In The Innøcents, a teenage girl comes of age as a 6-foot-tall bearded man

In The Innøcents, a teenage girl comes of age as a 6-foot-tall bearded man

Here’s what’s happening in the world of television for Friday, August 17, and Saturday, August 18. All times are Eastern.

Top pick

The Innøcents (Friday, Netflix): Coming to Netflix tonight is a more solemn approach to YA science-fiction: a British drama that opens as a sweet story about star-crossed teen lovers running away from their restrictive home lives, and then quickly shape-shifts into The X-Men’s moody older sibling. June (Sorcha Groundsell) and Harry’s (Percelle Ascott) romantic road trip suddenly veers into nightmare territory when they discover just why June’s father (Sam Hazeldine) was so overprotective: June has the ability to shape-shift. It’s an ability she inherited from her mother, and one that is of great interest to a terrifyingly wrongheaded doctor (Guy Pearce), who is rounding up afflicted women, keeping them in a homestead in Norway, and performing experiments on them to “help” them “recenter.” And June’s abilities are presented as more disease than superpower— the episodic transformations the women undergo resemble epileptic seizures, and June’s own condition first manifests itself when she inadvertently transforms into her kidnapper (Jóhannes Haukur Jóhannesson). If the show does nothing else for you, June’s particularly transformative teenage years might at least make you feel a bit better about your own.

Wild card

Drew Michael (HBO, Saturday, 10:00 p.m.): You may know Drew Michael from his work writing for SNL. Now, though, his latest project, a stand-up special with HBO, turns the spotlight on him, and him (literally) alone. Director Jerrod Carmichael questions whether the 50-minute piece can even be called a stand-up special. Michael stands in isolation, stripped of an audience, and performs for the dark and quiet in a way that utterly dismantles the medium. In a self-deprecating stream-of-consciousness monologue, he takes the existential, depressing thoughts that reverberate in his head and puts them onstage for your amusement. Co-starring Suki Waterhouse (Assassination Nation, The Bad Batch), Michael’s darkly comic art piece is a peek inside the mind of a troubled comedian—or, as he calls it, “an offering.”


_Work task:_
Transcribe the data exactly.

_Records provided:_
———

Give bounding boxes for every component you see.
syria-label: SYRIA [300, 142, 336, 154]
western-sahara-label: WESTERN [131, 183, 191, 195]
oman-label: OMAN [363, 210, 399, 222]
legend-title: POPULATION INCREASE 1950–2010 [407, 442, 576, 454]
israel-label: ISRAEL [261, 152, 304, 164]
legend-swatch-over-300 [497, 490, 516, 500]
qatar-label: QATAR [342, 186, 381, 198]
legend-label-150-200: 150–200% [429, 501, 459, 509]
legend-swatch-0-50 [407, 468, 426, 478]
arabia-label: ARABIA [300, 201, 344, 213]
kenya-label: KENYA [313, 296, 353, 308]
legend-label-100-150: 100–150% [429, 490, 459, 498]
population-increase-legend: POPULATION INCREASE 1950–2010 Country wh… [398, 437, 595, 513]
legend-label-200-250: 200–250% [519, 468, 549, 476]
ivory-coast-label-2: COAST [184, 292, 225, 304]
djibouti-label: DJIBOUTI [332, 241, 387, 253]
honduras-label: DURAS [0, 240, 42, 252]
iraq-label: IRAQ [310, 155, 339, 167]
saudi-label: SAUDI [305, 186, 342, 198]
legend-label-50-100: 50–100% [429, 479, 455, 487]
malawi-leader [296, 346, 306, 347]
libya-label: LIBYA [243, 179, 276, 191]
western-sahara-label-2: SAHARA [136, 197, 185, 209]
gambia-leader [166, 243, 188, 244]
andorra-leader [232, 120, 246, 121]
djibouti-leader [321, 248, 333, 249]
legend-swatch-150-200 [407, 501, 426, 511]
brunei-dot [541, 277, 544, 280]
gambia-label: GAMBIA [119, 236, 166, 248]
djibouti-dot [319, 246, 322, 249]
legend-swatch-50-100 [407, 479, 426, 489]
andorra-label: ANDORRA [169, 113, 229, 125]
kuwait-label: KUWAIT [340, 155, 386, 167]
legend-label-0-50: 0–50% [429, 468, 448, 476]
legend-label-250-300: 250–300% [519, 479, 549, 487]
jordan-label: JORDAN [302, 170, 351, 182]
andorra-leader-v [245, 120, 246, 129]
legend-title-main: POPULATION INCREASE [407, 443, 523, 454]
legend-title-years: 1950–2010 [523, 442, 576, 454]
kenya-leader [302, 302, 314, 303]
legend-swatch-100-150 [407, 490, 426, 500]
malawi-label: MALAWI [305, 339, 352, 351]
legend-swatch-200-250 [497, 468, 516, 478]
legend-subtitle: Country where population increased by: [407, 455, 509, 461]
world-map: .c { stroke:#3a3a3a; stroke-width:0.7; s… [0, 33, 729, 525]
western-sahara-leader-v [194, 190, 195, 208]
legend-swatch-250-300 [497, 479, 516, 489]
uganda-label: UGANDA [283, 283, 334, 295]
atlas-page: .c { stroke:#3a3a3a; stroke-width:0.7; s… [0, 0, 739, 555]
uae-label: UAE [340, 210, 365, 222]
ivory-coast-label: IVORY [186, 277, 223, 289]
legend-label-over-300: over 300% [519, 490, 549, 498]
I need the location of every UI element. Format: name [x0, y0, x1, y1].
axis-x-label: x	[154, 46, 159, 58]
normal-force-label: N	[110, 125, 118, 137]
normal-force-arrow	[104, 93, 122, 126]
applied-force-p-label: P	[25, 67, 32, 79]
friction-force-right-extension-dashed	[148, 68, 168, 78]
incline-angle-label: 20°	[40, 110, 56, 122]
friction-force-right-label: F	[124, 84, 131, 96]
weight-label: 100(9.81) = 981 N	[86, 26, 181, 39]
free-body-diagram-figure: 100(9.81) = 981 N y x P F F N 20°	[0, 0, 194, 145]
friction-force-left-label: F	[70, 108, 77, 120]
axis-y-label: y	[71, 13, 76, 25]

———

_Result of this exercise:_
Give bounding boxes for every component you see.
syria-label: SYRIA [300, 142, 336, 154]
western-sahara-label: WESTERN [131, 183, 191, 195]
oman-label: OMAN [363, 210, 399, 222]
legend-title: POPULATION INCREASE 1950–2010 [407, 442, 576, 454]
israel-label: ISRAEL [261, 152, 304, 164]
legend-swatch-over-300 [497, 490, 516, 500]
qatar-label: QATAR [342, 186, 381, 198]
legend-label-150-200: 150–200% [429, 501, 459, 509]
legend-swatch-0-50 [407, 468, 426, 478]
arabia-label: ARABIA [300, 201, 344, 213]
kenya-label: KENYA [313, 296, 353, 308]
legend-label-100-150: 100–150% [429, 490, 459, 498]
population-increase-legend: POPULATION INCREASE 1950–2010 Country wh… [398, 437, 595, 513]
legend-label-200-250: 200–250% [519, 468, 549, 476]
ivory-coast-label-2: COAST [184, 292, 225, 304]
djibouti-label: DJIBOUTI [332, 241, 387, 253]
honduras-label: DURAS [0, 240, 42, 252]
iraq-label: IRAQ [310, 155, 339, 167]
saudi-label: SAUDI [305, 186, 342, 198]
legend-label-50-100: 50–100% [429, 479, 455, 487]
malawi-leader [296, 346, 306, 347]
libya-label: LIBYA [243, 179, 276, 191]
western-sahara-label-2: SAHARA [136, 197, 185, 209]
gambia-leader [166, 243, 188, 244]
andorra-leader [232, 120, 246, 121]
djibouti-leader [321, 248, 333, 249]
legend-swatch-150-200 [407, 501, 426, 511]
brunei-dot [541, 277, 544, 280]
gambia-label: GAMBIA [119, 236, 166, 248]
djibouti-dot [319, 246, 322, 249]
legend-swatch-50-100 [407, 479, 426, 489]
andorra-label: ANDORRA [169, 113, 229, 125]
kuwait-label: KUWAIT [340, 155, 386, 167]
legend-label-0-50: 0–50% [429, 468, 448, 476]
legend-label-250-300: 250–300% [519, 479, 549, 487]
jordan-label: JORDAN [302, 170, 351, 182]
andorra-leader-v [245, 120, 246, 129]
legend-title-main: POPULATION INCREASE [407, 443, 523, 454]
legend-title-years: 1950–2010 [523, 442, 576, 454]
kenya-leader [302, 302, 314, 303]
legend-swatch-100-150 [407, 490, 426, 500]
malawi-label: MALAWI [305, 339, 352, 351]
legend-swatch-200-250 [497, 468, 516, 478]
legend-subtitle: Country where population increased by: [407, 455, 509, 461]
world-map: .c { stroke:#3a3a3a; stroke-width:0.7; s… [0, 33, 729, 525]
western-sahara-leader-v [194, 190, 195, 208]
legend-swatch-250-300 [497, 479, 516, 489]
uganda-label: UGANDA [283, 283, 334, 295]
atlas-page: .c { stroke:#3a3a3a; stroke-width:0.7; s… [0, 0, 739, 555]
uae-label: UAE [340, 210, 365, 222]
ivory-coast-label: IVORY [186, 277, 223, 289]
legend-label-over-300: over 300% [519, 490, 549, 498]
I need the location of every UI element. Format: name [x0, y0, x1, y1].
axis-x-label: x	[154, 46, 159, 58]
normal-force-label: N	[110, 125, 118, 137]
normal-force-arrow	[104, 93, 122, 126]
applied-force-p-label: P	[25, 67, 32, 79]
friction-force-right-extension-dashed	[148, 68, 168, 78]
incline-angle-label: 20°	[40, 110, 56, 122]
friction-force-right-label: F	[124, 84, 131, 96]
weight-label: 100(9.81) = 981 N	[86, 26, 181, 39]
free-body-diagram-figure: 100(9.81) = 981 N y x P F F N 20°	[0, 0, 194, 145]
friction-force-left-label: F	[70, 108, 77, 120]
axis-y-label: y	[71, 13, 76, 25]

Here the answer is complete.